Im not too concerned with technique for the sake of technique, but I want to have the best vocabulary I can have. And for hundreds of years, artists who want to develop virtuosity have done the same thing- you have to go, as musicians say,  to the woodshed.

Painting color charts, for example. I had never done it, though Ive reccommended it to many an art student. Last week I spent 4 days doing them for myself. Time for me to practice what I preach....it was a hell of a lot of work.

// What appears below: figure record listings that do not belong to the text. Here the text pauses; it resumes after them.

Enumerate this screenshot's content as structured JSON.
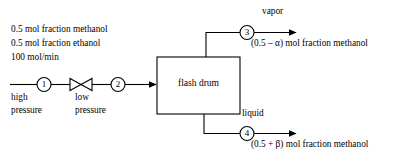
{
  "diagram": {
    "type": "process-flow-diagram",
    "colors": {
      "line": "#000000",
      "background": "#ffffff",
      "text": "#000000"
    },
    "feed": {
      "spec_lines": [
        "0.5 mol fraction methanol",
        "0.5 mol fraction ethanol",
        "100 mol/min"
      ],
      "upstream_label_lines": [
        "high",
        "pressure"
      ],
      "downstream_label_lines": [
        "low",
        "pressure"
      ]
    },
    "unit": {
      "label": "flash drum"
    },
    "valve": {
      "name": "throttling-valve"
    },
    "streams": [
      {
        "number": "1",
        "name": "feed-high-pressure"
      },
      {
        "number": "2",
        "name": "feed-low-pressure"
      },
      {
        "number": "3",
        "name": "vapor-outlet"
      },
      {
        "number": "4",
        "name": "liquid-outlet"
      }
    ],
    "outlets": {
      "vapor": {
        "label": "vapor",
        "composition": "(0.5 – α) mol fraction methanol"
      },
      "liquid": {
        "label": "liquid",
        "composition": "(0.5 + β) mol fraction methanol"
      }
    }
  }
}
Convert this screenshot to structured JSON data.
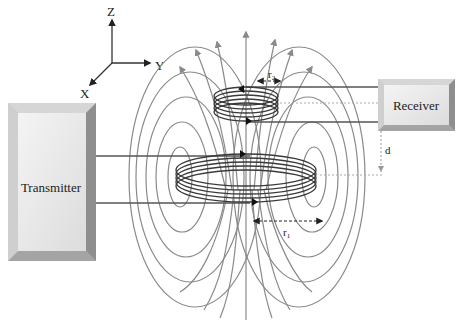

The idea here is that you paint all your colors mixed with each other, with the chart color predominant. Then you mix down each mixture to 5 gradations with white from barely tinted till you reach almost white.  I used Cad Lemon, Cad yellow pale, cad med. Yellow ochre pale, Cad orange, cad red light, terra rosa, Alizarin Crimson, viridian, cobalt, Ultramarine. And one chart with the colors mixed just with white in 5 gradations of value. So that gives you over 700 really clean colors. And you learn some intersting things.

This is the Cadmium orange chart, the pure color out of the tube upper left corner, mixed with colors (with cad orange predominant) going across to the right ending with Ultramarine Blue. Then going down from the top, each mixture is mixed with white to make 5 gradated values. Then you make a new chart for each color you use. These are one inch squares taped off and done with a pallette knife.
I did this painting right after I finished my charts in about 20 minutes. Some things happened in this painting that wouldn't have happened if I had not done the charts.
An excellent set of instructions for doing color charts is to be found in Richard Schmid's great book Alla Prima.

Another thing one can do in the way of woodshedding is to do Master studies. Every time I do one, I learn a lot. I need all the jhelp I can get, so why not get some from a amster like Sargent?

You can't do anything with your master studies, but they are a great learning tool. Sometimes you just have to try to push yourself...it doesnt hurt to let someone else give you a push from the past...I did this study in front of a class as a demo.
This stuff is all about technique and color, not about actual story telling or picture-making. Thats something else, and all the virtuosity in the world is meaningless without having something to say. So now I need to try to apply what I am learning to some new work.